We first heard of North Korean defector Yeonmi Park back in 2014. Here's a BBC interview from the time, where she describes how she was forced to watch executions and was reduced to eating grass and insects before her eventual escape.

She's come a long way since then, having moved to the US, graduated from Colombia University, and become something of an anti-woke campaigner. Her latest book, While Time Remains: A North Korean Defector's Search for Freedom in America, is just out.

From the New York Post:

“They were in Manhattan, living in the freest country you can imagine, and they’re saying they’re oppressed? It doesn’t even compute,” Yeonmi Park told The Post of students at her alma mater, Columbia University. “I was sold for $200 as a sex slave in the 21st century under the same sky. And they say they’re oppressed because people can’t follow their pronouns they invent every day?”

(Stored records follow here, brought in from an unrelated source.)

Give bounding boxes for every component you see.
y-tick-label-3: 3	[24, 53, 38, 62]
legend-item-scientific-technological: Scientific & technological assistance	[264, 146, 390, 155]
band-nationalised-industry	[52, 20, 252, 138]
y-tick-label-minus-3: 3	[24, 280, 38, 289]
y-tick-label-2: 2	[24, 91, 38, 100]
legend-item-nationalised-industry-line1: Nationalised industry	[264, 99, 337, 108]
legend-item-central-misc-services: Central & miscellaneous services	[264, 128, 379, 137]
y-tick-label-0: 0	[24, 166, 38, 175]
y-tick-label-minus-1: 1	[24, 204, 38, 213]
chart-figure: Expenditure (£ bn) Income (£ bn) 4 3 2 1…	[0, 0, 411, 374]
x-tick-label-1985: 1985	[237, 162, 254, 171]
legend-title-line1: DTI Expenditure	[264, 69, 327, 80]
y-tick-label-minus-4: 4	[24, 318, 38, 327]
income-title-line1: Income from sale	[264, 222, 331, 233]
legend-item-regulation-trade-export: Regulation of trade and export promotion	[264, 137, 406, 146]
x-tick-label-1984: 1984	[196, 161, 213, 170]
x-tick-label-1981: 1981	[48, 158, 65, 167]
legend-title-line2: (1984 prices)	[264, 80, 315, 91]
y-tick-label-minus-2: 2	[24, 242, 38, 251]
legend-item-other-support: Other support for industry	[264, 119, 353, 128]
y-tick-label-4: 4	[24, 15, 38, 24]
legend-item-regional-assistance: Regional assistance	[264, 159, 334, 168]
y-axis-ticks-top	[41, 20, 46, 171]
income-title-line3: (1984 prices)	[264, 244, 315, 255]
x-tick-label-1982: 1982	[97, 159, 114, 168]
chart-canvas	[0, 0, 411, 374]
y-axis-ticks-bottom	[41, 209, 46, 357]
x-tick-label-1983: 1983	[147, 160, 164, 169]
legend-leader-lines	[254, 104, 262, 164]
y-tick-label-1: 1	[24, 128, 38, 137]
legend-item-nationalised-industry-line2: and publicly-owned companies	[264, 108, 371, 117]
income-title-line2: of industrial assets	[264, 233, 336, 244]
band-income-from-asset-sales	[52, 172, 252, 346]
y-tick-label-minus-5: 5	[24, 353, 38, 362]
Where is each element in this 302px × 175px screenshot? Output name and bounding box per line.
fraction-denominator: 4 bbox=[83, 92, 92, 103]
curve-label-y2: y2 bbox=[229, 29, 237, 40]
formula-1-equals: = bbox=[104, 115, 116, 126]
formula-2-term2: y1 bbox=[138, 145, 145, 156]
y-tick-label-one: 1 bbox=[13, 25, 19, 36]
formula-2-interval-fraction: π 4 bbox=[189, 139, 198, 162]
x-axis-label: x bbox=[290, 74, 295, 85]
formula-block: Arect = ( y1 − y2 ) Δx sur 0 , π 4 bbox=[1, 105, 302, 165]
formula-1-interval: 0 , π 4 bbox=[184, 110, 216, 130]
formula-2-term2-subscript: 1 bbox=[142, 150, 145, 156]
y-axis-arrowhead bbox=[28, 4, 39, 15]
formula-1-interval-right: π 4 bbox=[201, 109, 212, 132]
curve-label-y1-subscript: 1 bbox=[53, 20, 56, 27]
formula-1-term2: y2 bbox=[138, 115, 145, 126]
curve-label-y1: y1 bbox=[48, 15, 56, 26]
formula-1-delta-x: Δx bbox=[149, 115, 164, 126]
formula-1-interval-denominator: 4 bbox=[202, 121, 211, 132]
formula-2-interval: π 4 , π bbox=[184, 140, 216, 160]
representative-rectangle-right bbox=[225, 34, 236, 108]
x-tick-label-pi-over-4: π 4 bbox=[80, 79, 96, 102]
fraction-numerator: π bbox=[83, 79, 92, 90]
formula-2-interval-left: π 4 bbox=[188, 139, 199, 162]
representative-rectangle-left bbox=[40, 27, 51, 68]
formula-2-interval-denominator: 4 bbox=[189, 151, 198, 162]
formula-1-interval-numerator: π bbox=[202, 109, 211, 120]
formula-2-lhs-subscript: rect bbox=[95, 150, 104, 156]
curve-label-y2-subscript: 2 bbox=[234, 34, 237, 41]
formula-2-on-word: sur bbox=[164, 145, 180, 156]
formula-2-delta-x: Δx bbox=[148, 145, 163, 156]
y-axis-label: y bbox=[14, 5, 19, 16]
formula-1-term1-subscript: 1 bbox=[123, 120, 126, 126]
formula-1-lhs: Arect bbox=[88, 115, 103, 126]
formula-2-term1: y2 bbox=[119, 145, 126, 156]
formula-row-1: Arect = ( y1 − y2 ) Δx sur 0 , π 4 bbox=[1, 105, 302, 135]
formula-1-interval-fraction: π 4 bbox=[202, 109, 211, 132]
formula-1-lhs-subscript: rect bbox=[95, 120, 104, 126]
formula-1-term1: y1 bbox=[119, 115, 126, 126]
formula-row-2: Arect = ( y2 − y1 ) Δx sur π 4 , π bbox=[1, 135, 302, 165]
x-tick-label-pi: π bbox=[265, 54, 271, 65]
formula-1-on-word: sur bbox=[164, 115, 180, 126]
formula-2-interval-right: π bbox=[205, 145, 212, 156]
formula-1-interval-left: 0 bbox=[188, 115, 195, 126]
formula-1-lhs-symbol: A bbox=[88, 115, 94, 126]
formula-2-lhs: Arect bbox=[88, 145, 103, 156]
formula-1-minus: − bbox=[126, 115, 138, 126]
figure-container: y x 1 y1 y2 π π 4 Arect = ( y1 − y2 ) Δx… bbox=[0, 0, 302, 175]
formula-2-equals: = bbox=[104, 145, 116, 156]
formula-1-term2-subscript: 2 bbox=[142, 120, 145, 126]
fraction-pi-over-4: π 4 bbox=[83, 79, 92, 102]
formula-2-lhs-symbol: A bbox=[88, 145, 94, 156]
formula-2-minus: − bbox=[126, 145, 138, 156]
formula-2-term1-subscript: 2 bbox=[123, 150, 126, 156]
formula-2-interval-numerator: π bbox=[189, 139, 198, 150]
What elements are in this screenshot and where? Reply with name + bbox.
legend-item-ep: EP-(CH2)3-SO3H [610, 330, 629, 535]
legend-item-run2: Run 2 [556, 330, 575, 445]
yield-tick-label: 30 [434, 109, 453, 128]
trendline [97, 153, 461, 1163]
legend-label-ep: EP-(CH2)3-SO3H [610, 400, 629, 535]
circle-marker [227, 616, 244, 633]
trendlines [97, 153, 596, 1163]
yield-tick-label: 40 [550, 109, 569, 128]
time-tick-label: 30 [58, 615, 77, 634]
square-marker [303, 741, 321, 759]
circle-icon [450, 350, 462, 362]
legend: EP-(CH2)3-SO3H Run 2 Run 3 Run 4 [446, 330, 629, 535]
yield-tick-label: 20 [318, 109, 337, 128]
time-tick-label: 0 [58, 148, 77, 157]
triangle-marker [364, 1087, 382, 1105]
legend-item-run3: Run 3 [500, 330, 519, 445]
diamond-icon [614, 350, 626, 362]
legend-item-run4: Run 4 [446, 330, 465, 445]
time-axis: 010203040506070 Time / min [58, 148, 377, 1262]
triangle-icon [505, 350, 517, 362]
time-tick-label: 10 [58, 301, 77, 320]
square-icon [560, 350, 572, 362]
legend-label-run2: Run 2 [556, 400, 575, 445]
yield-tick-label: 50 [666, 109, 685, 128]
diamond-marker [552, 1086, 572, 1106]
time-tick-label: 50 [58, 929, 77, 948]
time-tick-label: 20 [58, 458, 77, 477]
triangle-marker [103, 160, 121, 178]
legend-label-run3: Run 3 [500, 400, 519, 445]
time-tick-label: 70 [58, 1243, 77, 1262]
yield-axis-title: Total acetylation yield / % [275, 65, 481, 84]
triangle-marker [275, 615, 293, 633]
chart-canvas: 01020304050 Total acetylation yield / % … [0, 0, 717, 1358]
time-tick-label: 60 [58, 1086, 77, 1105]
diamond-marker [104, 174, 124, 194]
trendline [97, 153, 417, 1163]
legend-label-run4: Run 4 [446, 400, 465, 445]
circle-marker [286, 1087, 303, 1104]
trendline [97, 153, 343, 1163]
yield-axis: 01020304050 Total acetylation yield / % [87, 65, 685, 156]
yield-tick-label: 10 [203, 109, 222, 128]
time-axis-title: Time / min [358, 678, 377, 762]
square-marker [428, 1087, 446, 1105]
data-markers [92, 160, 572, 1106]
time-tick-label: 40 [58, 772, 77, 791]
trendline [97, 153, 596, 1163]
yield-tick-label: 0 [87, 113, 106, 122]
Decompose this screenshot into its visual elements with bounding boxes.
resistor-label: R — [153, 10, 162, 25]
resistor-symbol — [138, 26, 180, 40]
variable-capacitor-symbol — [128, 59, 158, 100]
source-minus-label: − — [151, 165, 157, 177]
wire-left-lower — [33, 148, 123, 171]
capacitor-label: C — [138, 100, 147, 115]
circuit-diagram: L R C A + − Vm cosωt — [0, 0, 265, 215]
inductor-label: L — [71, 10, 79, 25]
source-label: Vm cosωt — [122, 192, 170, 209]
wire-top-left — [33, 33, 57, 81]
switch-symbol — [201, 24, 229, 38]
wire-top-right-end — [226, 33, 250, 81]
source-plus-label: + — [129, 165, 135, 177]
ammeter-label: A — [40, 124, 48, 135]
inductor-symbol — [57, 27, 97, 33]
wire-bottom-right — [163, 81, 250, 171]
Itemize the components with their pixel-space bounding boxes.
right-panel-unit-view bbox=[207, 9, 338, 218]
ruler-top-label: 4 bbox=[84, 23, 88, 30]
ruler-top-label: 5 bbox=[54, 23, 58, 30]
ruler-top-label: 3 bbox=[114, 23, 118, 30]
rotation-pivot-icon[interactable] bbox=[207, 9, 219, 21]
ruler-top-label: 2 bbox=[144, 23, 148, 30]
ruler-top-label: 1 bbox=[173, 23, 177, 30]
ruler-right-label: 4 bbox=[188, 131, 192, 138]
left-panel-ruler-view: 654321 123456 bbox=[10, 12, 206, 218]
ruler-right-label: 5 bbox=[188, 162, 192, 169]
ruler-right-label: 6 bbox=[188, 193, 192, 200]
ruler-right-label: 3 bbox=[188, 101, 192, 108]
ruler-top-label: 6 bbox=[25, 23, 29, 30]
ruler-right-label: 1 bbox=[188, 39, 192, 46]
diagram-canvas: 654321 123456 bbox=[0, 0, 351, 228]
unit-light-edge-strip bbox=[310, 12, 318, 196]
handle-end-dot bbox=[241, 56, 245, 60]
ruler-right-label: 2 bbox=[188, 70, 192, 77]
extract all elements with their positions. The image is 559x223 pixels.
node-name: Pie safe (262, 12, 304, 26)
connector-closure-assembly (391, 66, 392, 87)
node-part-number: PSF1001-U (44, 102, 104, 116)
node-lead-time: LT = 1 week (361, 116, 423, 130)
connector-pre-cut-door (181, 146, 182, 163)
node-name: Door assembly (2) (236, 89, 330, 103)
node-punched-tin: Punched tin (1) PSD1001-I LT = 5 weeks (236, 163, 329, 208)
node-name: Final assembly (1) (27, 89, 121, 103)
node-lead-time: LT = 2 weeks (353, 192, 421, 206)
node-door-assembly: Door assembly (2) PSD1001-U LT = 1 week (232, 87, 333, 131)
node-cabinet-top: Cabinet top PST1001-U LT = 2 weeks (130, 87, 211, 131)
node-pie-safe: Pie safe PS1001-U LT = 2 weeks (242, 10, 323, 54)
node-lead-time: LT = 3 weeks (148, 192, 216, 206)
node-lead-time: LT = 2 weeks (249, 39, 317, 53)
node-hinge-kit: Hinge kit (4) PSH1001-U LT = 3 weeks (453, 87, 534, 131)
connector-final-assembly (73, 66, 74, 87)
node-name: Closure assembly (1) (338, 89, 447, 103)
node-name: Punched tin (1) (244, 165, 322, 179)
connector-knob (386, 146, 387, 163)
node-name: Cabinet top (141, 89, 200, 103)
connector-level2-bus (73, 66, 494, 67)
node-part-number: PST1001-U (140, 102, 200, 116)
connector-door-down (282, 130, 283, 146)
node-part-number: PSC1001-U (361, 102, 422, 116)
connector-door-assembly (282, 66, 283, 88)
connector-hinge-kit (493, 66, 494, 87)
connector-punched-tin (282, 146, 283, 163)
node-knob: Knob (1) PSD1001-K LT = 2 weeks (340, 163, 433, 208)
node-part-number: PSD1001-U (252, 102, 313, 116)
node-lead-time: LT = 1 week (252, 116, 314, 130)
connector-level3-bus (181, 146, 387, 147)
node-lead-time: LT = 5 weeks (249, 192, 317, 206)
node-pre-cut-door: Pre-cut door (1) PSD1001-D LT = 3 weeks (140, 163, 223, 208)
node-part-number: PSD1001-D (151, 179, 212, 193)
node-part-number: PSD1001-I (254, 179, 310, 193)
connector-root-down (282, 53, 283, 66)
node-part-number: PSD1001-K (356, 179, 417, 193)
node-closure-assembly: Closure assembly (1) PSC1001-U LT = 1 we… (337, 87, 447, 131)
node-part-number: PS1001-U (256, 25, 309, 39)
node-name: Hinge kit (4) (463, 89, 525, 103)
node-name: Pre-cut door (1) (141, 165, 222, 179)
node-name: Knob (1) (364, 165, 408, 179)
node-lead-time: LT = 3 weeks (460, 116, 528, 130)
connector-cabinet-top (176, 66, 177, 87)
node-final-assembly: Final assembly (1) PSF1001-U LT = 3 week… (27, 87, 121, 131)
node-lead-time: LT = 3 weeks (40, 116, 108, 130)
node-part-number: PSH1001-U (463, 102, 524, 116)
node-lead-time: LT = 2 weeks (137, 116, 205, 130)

The 29-year-old defected from North Korea as a young teen, only to be human-trafficked in China. In 2014, she became one of just 200 North Koreans to live in the United States — and, as of last year, is an American citizen.

Now, three years after she graduated from Columbia with a degree in human rights, Park is raising alarm bells about America’s cancel culture and woke ideology….

In an interview this week with The Post, Park recalled what it was like to be a North Korean defector who escaped tyranny and oppression only to meet college students intent on claiming victim status and earning oppression points. She dubbed her alma mater a “pure indoctrination camp” and said many of her classmates at New York City’s most elite school were “brainwashed like North Korean students are.

“I never understood that not having a problem can be a problem,” Park said. “They need to make injustice out of thin air or a problem out of nowhere, because they haven’t experienced anything like what other people are facing in the world.”

She does have a point. 

Since her time at Columbia, the New York City-based author and activist has started a YouTube channel, “Voice of North Korea,” where she shares information about life under the regime. She also joined the board of the non-profit Human Rights Foundation, where she works with dissidents from around the world and, most recently, helped with efforts to drop anti-regime leaflets in North Korea.’

Recently divorced, Park is also now a mother to a five-year-old son. She wants him to have the same freedoms she found in America — but is afraid they’re under attack by pernicious woke ideology, and especially identity politics.

In North Korea, Park said, the government divides citizens into 51 classes based on whether their blood is “tainted” because their ancestors were “oppressive” landowners.

“That’s how the regime divided people. What an individual does doesn’t matter. It’s all about your ancestors and the collective,” she explained.

Now, when she sees Americans indulging in race essentialism and identity politics, she said, it feels eerily familiar.

“They say white people are privileged and guilty and oppressors,” Park said. “This is the tactic the North Korean regime used to divide people. In America it’s the same idea of collective guilt. This is the ideology that drove North Korea to be what it is today — and we’re putting it into young American minds.”